They are also characterized by high year-to-year variation in rainfall. Because of
these unique hydrologic characteristics of such regions, when droughts actually
hit, ad hoc measures such as rainwater harvesting will not be effective either for
saving crops from moisture stress or for ensuring drinking water supply in rural and
urban areas. Overemphasis on groundwater as a source of drinking water supply
also increases the exposure of communities to the scarcity resulting from drought
hazards. The widespread problems of groundwater contamination in the forms of
high salinity, fluoride, nitrates, and arsenic also should send a clear warning signal
to the governments of the growing health risks of overdependence on groundwater.

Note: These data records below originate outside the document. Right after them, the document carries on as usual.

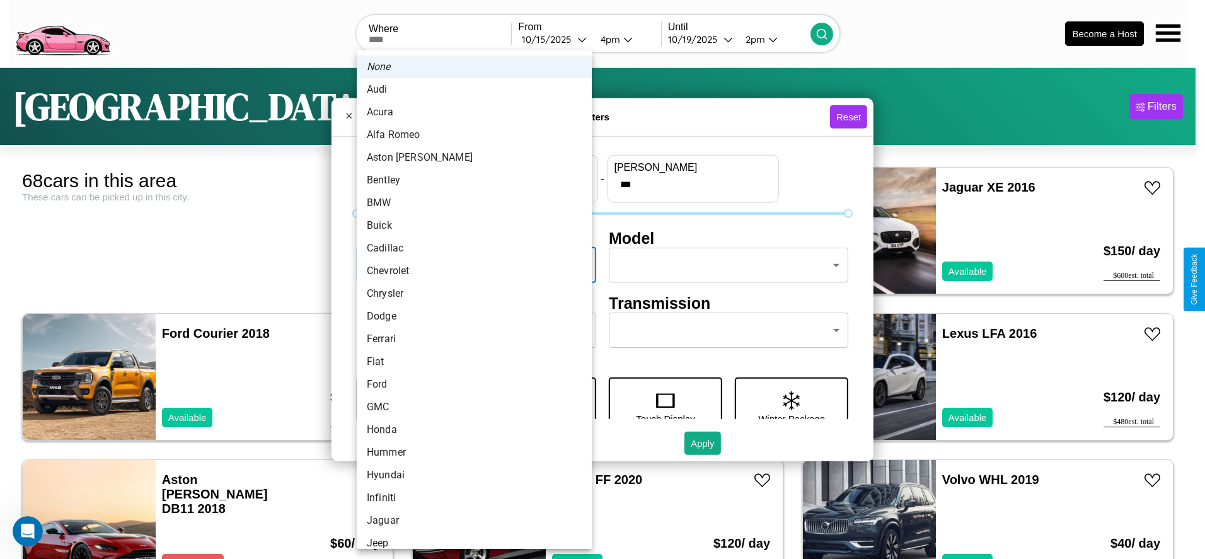 The image size is (1205, 559). I want to click on li: BMW, so click(474, 203).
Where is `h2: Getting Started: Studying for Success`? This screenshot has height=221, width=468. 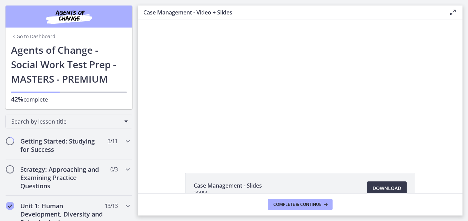 h2: Getting Started: Studying for Success is located at coordinates (62, 145).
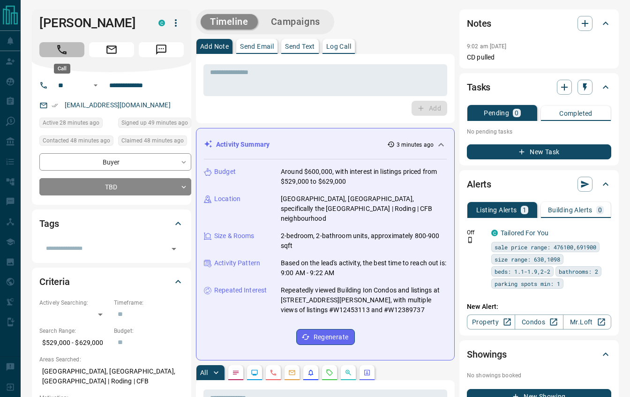 This screenshot has width=630, height=397. Describe the element at coordinates (570, 210) in the screenshot. I see `p: Building Alerts` at that location.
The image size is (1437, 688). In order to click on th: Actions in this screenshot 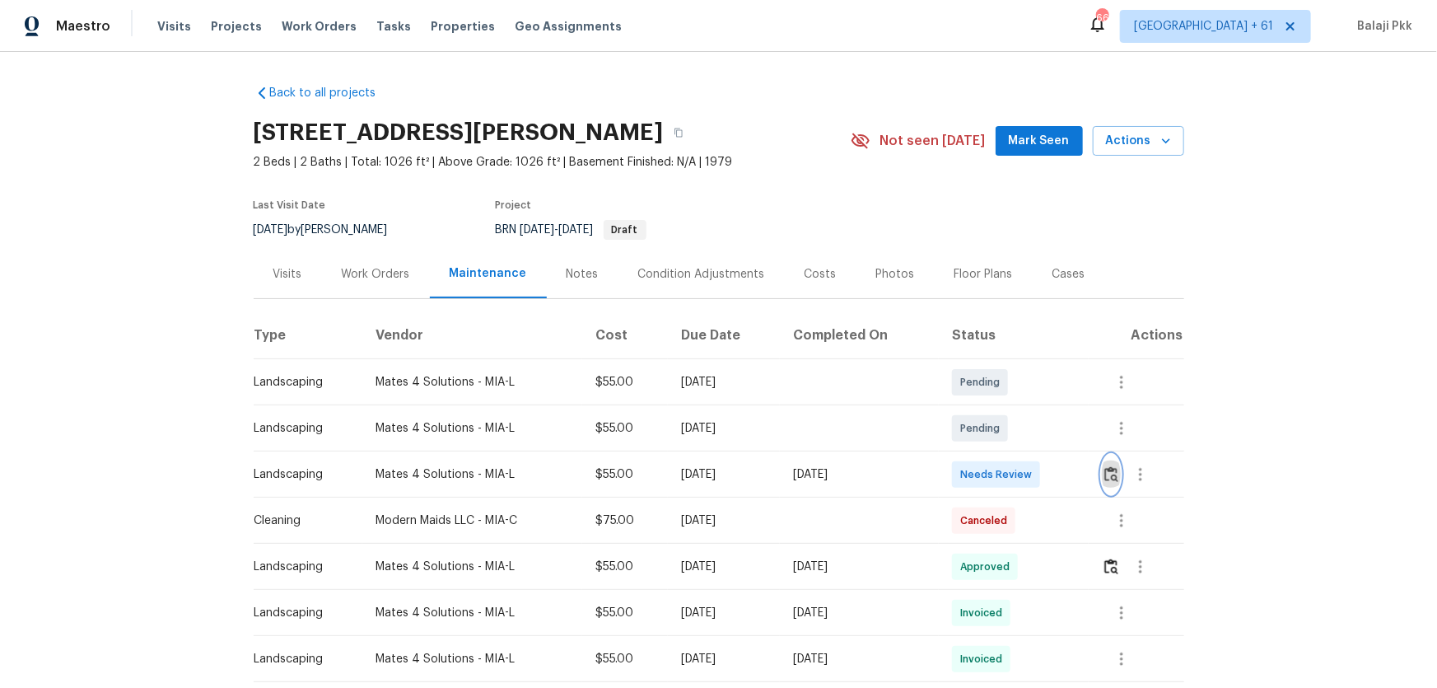, I will do `click(1136, 336)`.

Governments will have two options for such drought-prone regions. It can discour-
age water-intensive economic activities such as irrigated crop production in such
regions. It can also move large urban areas or water-intensive industries out of such
regions through the mechanisms of incentives and disincentives. Such measures
will have huge adverse socioeconomic impacts. If these measures are not possible,
it will have to implement large-scale projects to transfer water from water-abundant
regions to these regions so as to minimize the socioeconomic impacts of such
droughts. One reason why governments engage in the former is that they appear
very cheap and quick to implement. But, what the governments need to worry about
is the long-term socioeconomic impacts of droughts, in terms of poor agricultural
growth, large-scale migration of people from rural areas, and low industrial outputs.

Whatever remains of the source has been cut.